Labor’s core problem is that it abandoned its origins in 1983. Paul Keating likes to claim to have been the “radical centre” but that is rubbish. He and Hawke implemented the neoliberal agenda, which was certainly radical, but very Right-wing. There seems to be no one in the Parliamentary Labor Party who understands the need to break right away from neoliberalism, which clearly doesn’t work and get back to the party’s roots. So it stumbles along, always on the back foot, always captive to the Coalition’s framing.

The Greens get no credit here either. This was supposed to be the climate change election, but that did not show in the polls and it has not shown in the vote. The Greens’ lower-house vote is essentially unchanged from the last election.

The Greens position themselves as a fringe party. Their strategy seems to be to wait for demographic change and to slowly pick off seats. Perhaps they’ll form Government in 150 years’ time. They seem quite unwilling to step up to the main game and capitalise on many voters’ growing desire for major change, especially serious action on global warming.
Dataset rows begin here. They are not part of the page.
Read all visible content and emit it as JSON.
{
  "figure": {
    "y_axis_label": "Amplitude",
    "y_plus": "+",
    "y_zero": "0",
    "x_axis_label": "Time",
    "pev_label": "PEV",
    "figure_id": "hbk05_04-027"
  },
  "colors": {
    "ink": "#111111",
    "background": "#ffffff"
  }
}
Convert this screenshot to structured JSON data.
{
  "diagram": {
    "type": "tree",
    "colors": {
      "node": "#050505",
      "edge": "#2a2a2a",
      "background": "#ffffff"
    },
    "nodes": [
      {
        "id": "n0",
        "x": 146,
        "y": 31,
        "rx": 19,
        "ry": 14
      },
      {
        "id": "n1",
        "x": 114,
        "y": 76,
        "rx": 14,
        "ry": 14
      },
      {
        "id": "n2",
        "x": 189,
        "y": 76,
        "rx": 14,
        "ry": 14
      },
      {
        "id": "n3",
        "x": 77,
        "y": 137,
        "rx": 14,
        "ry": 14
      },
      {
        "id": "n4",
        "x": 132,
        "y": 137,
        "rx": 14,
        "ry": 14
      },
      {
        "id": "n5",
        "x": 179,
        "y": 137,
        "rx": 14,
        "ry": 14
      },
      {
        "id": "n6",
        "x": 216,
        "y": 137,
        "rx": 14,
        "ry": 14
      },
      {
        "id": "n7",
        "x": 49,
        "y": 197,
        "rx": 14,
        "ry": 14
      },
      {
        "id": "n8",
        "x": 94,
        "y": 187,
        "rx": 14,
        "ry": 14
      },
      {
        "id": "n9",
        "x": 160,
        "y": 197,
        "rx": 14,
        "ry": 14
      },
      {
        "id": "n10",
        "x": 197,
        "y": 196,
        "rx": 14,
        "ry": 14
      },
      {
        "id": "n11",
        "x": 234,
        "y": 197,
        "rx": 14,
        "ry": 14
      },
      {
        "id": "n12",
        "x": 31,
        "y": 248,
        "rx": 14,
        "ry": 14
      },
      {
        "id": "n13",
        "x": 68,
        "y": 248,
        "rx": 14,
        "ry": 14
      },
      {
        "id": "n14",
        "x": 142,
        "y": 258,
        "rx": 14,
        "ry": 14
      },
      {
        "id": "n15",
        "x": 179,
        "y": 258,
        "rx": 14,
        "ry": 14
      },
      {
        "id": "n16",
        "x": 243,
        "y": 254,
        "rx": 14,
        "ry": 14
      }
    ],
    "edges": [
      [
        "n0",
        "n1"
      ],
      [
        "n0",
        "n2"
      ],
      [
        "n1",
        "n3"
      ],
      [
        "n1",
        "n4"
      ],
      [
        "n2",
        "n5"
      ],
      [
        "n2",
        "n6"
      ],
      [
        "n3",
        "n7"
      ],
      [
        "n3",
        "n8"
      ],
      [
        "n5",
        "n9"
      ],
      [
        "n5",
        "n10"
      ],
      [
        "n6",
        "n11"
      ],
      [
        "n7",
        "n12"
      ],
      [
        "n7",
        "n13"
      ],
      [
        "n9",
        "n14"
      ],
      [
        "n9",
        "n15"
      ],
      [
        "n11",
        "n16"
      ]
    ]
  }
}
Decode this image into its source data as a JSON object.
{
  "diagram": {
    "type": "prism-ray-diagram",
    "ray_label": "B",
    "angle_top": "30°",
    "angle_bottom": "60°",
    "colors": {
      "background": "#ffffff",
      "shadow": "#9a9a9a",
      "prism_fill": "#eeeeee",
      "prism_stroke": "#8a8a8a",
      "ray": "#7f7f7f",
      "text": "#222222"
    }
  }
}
Richard di Natale is a nice bloke, but on his watch, the Greens have descended into internal warfare and they are failing to catch the wave. They need new leadership and only Adam Bandt shows any sign of having the gumption to give it to them.
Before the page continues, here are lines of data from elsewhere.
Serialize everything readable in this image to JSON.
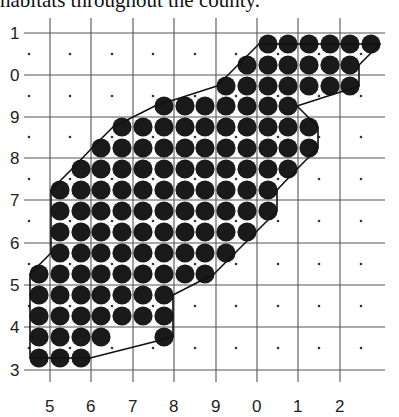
{
  "caption": "habitats throughout the county.",
  "figure": {
    "type": "grid dot map",
    "y_axis_labels": [
      "1",
      "0",
      "9",
      "8",
      "7",
      "6",
      "5",
      "4",
      "3"
    ],
    "x_axis_labels": [
      "5",
      "6",
      "7",
      "8",
      "9",
      "0",
      "1",
      "2"
    ],
    "colors": {
      "grid": "#555555",
      "filled_dot": "#1a1a1a",
      "small_dot": "#333333",
      "outline": "#111111"
    },
    "dot_columns_x": [
      39,
      60,
      81,
      101,
      122,
      143,
      164,
      185,
      205,
      226,
      247,
      268,
      288,
      309,
      330,
      350,
      371
    ],
    "filled_rows": [
      {
        "y": 44,
        "from": 11,
        "to": 16
      },
      {
        "y": 65,
        "from": 10,
        "to": 15
      },
      {
        "y": 86,
        "from": 9,
        "to": 15
      },
      {
        "y": 106,
        "from": 6,
        "to": 12
      },
      {
        "y": 127,
        "from": 4,
        "to": 13
      },
      {
        "y": 148,
        "from": 3,
        "to": 13
      },
      {
        "y": 169,
        "from": 2,
        "to": 12
      },
      {
        "y": 190,
        "from": 1,
        "to": 11
      },
      {
        "y": 211,
        "from": 1,
        "to": 11
      },
      {
        "y": 232,
        "from": 1,
        "to": 10
      },
      {
        "y": 253,
        "from": 1,
        "to": 9
      },
      {
        "y": 274,
        "from": 0,
        "to": 8
      },
      {
        "y": 295,
        "from": 0,
        "to": 6
      },
      {
        "y": 316,
        "from": 0,
        "to": 6
      },
      {
        "y": 337,
        "cols": [
          0,
          1,
          2,
          3,
          6
        ]
      },
      {
        "y": 358,
        "from": 0,
        "to": 2
      }
    ]
  }
}
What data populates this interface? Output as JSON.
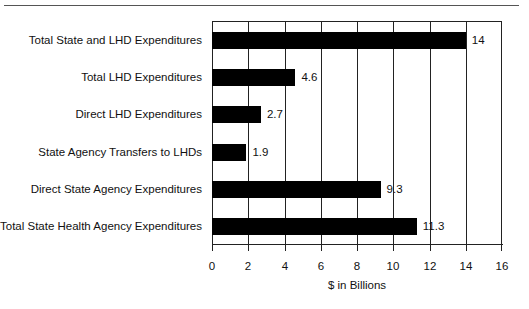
{
  "chart_data": {
    "type": "bar",
    "orientation": "horizontal",
    "title": "",
    "xlabel": "$ in Billions",
    "ylabel": "",
    "xlim": [
      0,
      16
    ],
    "xticks": [
      0,
      2,
      4,
      6,
      8,
      10,
      12,
      14,
      16
    ],
    "grid": "vertical gridlines at each tick",
    "legend": "none",
    "categories": [
      "Total State and LHD Expenditures",
      "Total LHD Expenditures",
      "Direct LHD Expenditures",
      "State Agency Transfers to LHDs",
      "Direct State Agency Expenditures",
      "Total State Health Agency Expenditures"
    ],
    "values": [
      14,
      4.6,
      2.7,
      1.9,
      9.3,
      11.3
    ],
    "value_labels": [
      "14",
      "4.6",
      "2.7",
      "1.9",
      "9.3",
      "11.3"
    ],
    "bar_color": "#000000"
  }
}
Bob Brown has some responsibility, too, for his rather bizarre decision to lead a ‘Stop Adani’ caravan into the heart of reactionary Queensland. One has to wonder if he kicked the anti-southerner vote up a few points and nailed Labor’s coffin.

GetUp! also stumbled. In the past, they seemed never to put a foot wrong, but this time their leader displayed elementary ignorance of Coalition roles and put out an unfunny and offensive video attempting to parody Tony Abbott. It backfired and they quickly withdrew it. They also need new leadership.

It remains to be seen how long a Morrison Government can last. Barnaby is a loose cannon who’s happy to pump the rivers dry. Peter Dutton has increased his vote and will lust after Morrison’s position. Dutton is the most dangerous man in Australia, already well along the path of turning us into a police surveillance state. He may be his own worst enemy, as stories are rife of incompetence and dysfunction in his monster Home Affairs department, but we must never underestimate the power of fear.

Otherwise, the Coalition remains riven with deep ideological and personality conflicts. One can only hope it implodes before more deep damage is done to our faltering democracy, but don’t hold your breath.

Dr Geoff Davies is an author, commentator and scientist. He is author of The Little Green Economics Book and Desperately Seeking the Fair Go. He blogs at BetterNature Books.